The hard-negative miner uses DINOv2 to score hardness for an evaluation that includes DINOv2. The bootstrap circularity is real and named in the dataset card. The honest fix is to publish multiple miners and let the reader pick; the bandaid is to pin the miner to DINOv2-ViT-B/14 forever so at least the choice is consistent over time.

Tier 4's HSV hue shift is more of a label than a perturbation on this corpus. ModelNet40 has no texture data, so renders come out grayscale, and a hue rotation on gray pixels is invisible. The decimation step is doing the real work in Tier 4. A v0.2 that uses ABO (which ships textures) would let Tier 4 actually exercise appearance-based encoders the way Tier 4 is supposed to.

Figure 8. One render per tier, the same laptop source for tiers 1-4 and a same-class peer for tier 5. Tier 2 shows the rotation. Tier 3 shows the geometric perturbation — the surface is visibly chunki
Figure 8. One render per tier, the same laptop source for tiers 1-4 and a same-class peer for tier 5. Tier 2 shows the rotation. Tier 3 shows the geometric perturbation — the surface is visibly chunkier. Tier 4 looks like Tier 3 with a different rotation because the hue shift has no pixels to color. Tier 5 is the genuinely-different mesh and it is visibly its own laptop.

What it takes to extend this

A v0.2 could swap PointNet-proxy for a real frozen PointNet checkpoint (the kit's pointnet_features API is already the right shape). It could add Tier 6 for cross-class adversarial pairs — the chair-stool / monitor-tv_stand collisions from Post 06's confusion matrix. It could replace ModelNet40 with ABO or a mixed corpus; the build script's sample_balanced_modelnet40 is a single function with one input dataset. The pipeline does not change.

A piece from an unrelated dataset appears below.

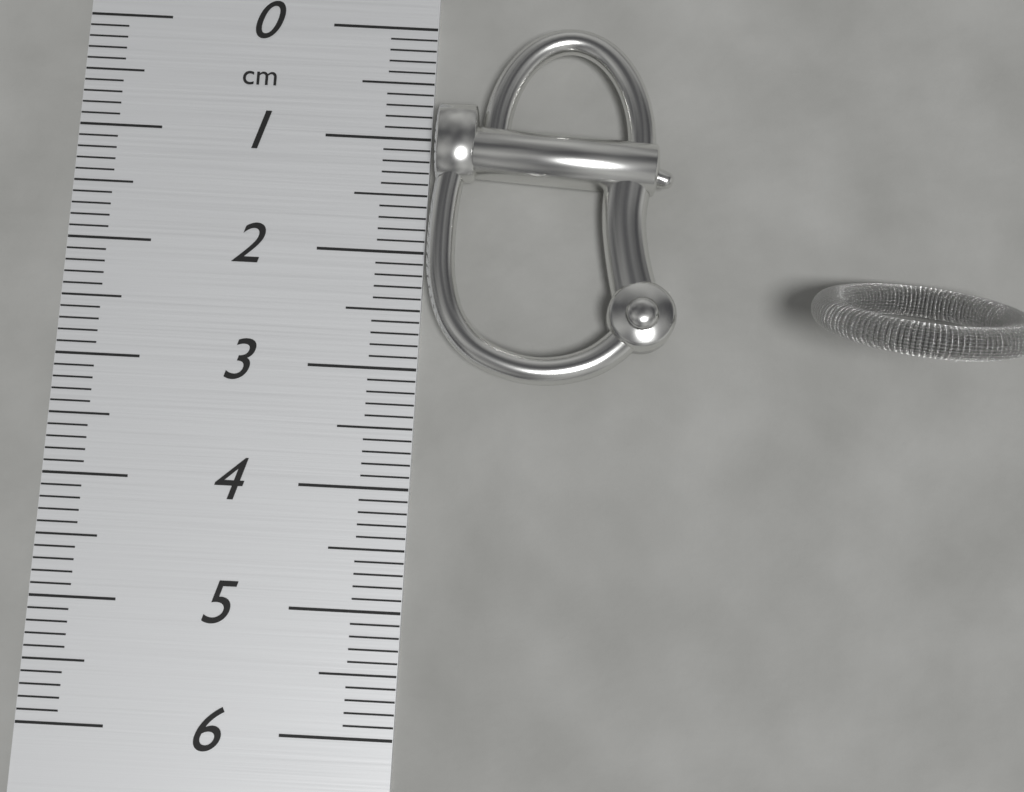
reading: 3.1 cm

A v1.0 would publish the split file and the dataset card to Hugging Face Datasets, register a leaderboard, and accept submissions of new embedder outputs as .npy files keyed to the published manifest. None of that is in scope for a weekend.

The thing I want the reader to take away: the benchmark infrastructure — the tier taxonomy, the seeded split, the hash, the card — outlives every individual baseline. The next encoder to ship will rerun code/main.py, append its row to baseline-results.csv, and regenerate the card. The fact that the row appends cleanly is the entire point of having built the infrastructure first.

By Sunday night, with five baselines and a card, the benchmark looked like a benchmark. The Tier 3 winner will change every time a new method ships. The split SHA will not. That asymmetry is what makes the next person's contribution composable with yours.

Reproducibility

Data table 2
Table 2

Every number cited in the post traces to one of those CSVs. The build script runs end-to-end with python code/main.py on a fresh Tesla T4 in well under an hour. Re-running with the cached .npy files cuts the time roughly in half.